‘Around 20’ hurt after car drives into pedestrians in Munich, police say
(Douglas Sacha/Getty Images)
(LONDON) — Munich police said “around 20” people were injured after a “vehicle drove into a group of people” in the center of the city on Thursday morning.
“The driver was able to be secured on site and currently poses no further danger,” police said in a post in German on social media.
Police said in an update that they didn’t yet have info on the severity of the injuries.
Police said the incident occurred in the area of Dachauer Street and Seidle Street in the heart of Munich, close to the city’s central train station.
Police said a “major operation” was underway, urging residents to avoid the area in order to assist emergency responders.
Thursday’s vehicle crash came less than two months after a car plowed through a Christmas market in Magdeburg, Germany, killing two people and injuring nearly 70 others, local officials said at the time.
This is a developing story. Please check back for updates.
ABC News’ Helena Skinner contributed to this report.
(LONDON and ROME) — The pope rested peacefully overnight after his prognosis was “lifted” on Monday as he begins his 26th straight day in the hospital, the Vatican said.
Vatican sources told ABC News that Francis’ prognosis being lifted means he’s no longer in imminent danger, but the clinical picture still remains complex.
The 88-year-old pontiff will continue “for additional days, the pharmacological medical therapy in a hospital environment” due to the “complexity of the clinical picture and the significant infectious picture presented at hospitalization,” the Vatican said.
“The improvements recorded in previous days have further consolidated, as confirmed by both blood tests and clinical objectivity and the good response to pharmacological therapy. For these reasons, the doctors decided to lift the prognosis,” the Holy See, the Vatican’s press office, said in a statement Monday.
The pope will move back to noninvasive mechanical ventilation and will continue an antibiotic treatment, the Vatican sources said.
Francis’ doctors said there are positive signs of the pontiff’s recovery, but caution remains, according to the Vatican sources.
Francis was admitted to Rome’s Gemelli Hospital on Feb. 14 and was diagnosed with bilateral pneumonia.
Thursday will mark the 12th anniversary of when Pope Francis was voted to succeed Pope Benedict XVI, who previously resigned.
ABC News’ Megan Forrester contributed to this report.
(LONDON) — Twenty-one passengers were killed after a train in Pakistan was attacked and hundreds were taken hostage by the militant Balochistan Liberation Army on Tuesday, according to the Pakistani military.
Four military members conducting a rescue operation and 33 terrorists, members of the BLA, have been killed, according to the military.
The military operation has ended, according to a Pakistani military official.
On Tuesday, a U.S. official told ABC News at least 450 people were taken hostage on the train and said six Pakistani military personnel were killed.
The separatist militant group claimed it had taken 182 military and security personnel hostage on the train, according to a post on Telegram, but said they had released the majority of the civilians on board. The group claimed a higher number of casualties in the attack, saying they killed 20 Pakistani military personnel and shot down a drone.
The BLA had threatened to kill all the hostages if Pakistan’s military tries to rescue them, the official said.
The BLA blew up part of the track, forcing the train to stop, before they boarded and took control, according to the official.
The attack happened in mountainous area right before a tunnel, making a rescue very difficult, they said.
Pakistani Interior Minister Mohsin Naqvi condemned the attack and said the government would not make any concessions to “beasts who fire on innocent passengers.”
The train was trapped in a tunnel after the tracks were blown up and militants opened fire on it, reportedly injuring the driver, local authorities and police have told media.
The BLA believes the Balochistan region of Pakistan, in the country’s far west bordering Iran and Afghanistan, should be allowed to break off from Pakistan. They are well-known for committing terror attacks in Pakistan. The BLA also attacked Jaffar Express trains in August 2013 and October 2016.
This is a developing story. Please check back for updates.
(SEOUL) — South Korean prosecutors formally indicted President Yoon Suk Yeol on Sunday, charging him with insurrection over his brief imposition of martial law in December, according to opposition lawmakers and South Korean media.
“The prosecution has decided to indict Yoon Suk Yeol, who is facing charges of being a ringleader of insurrection,” Democratic Party spokesman Han Min-soo told a press conference, Reuters reported. “The punishment of the ringleader of insurrection now begins finally.”
Yoon had declared martial law in a televised speech on Dec. 3. The president said the measure was necessary due to the actions of the country’s liberal opposition, the Democratic Party, which he accused of controlling parliament, sympathizing with North Korea and paralyzing the government. A South Korean court issued an arrest and search warrant on Dec. 31.
The indictment follows Yoon’s arrest ten days ago, when South Korean prosecutors finally succeeded in forcing him to surrender at his residence after a prolonged stand-off with his presidential bodyguard.
Yoon has previously pledged to fight the charges. He has been suspended from his position since Dec. 14.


WHAT THE TASK ASKS →
Count how many lines below include the word "glyph". Answer with a number only.

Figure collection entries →
========

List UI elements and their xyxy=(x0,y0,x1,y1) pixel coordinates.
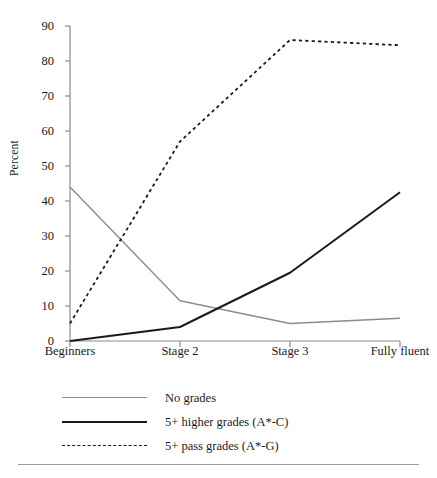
legend-line-swatch xyxy=(62,415,147,429)
chart-legend: No grades5+ higher grades (A*-C)5+ pass … xyxy=(0,386,437,458)
legend-item[interactable]: 5+ pass grades (A*-G) xyxy=(0,434,437,458)
legend-line-swatch xyxy=(62,391,147,405)
series-line-2 xyxy=(70,40,400,324)
legend-line-glyph xyxy=(62,397,147,398)
legend-label: No grades xyxy=(165,391,216,406)
line-chart-svg xyxy=(0,0,437,372)
legend-item[interactable]: No grades xyxy=(0,386,437,410)
legend-line-glyph xyxy=(62,445,147,446)
legend-line-glyph xyxy=(62,421,147,423)
legend-label: 5+ higher grades (A*-C) xyxy=(165,415,288,430)
data-series-group xyxy=(70,40,400,341)
axes-group xyxy=(65,26,400,347)
legend-label: 5+ pass grades (A*-G) xyxy=(165,439,279,454)
series-line-1 xyxy=(70,192,400,341)
series-line-0 xyxy=(70,187,400,324)
legend-item[interactable]: 5+ higher grades (A*-C) xyxy=(0,410,437,434)
chart-plot-area: Percent 0102030405060708090 BeginnersSta… xyxy=(0,0,437,372)
footer-divider xyxy=(18,464,419,465)
legend-line-swatch xyxy=(62,439,147,453)
figure-container: Percent 0102030405060708090 BeginnersSta… xyxy=(0,0,437,478)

========

SOLUTION TO THE PROBLEM →
3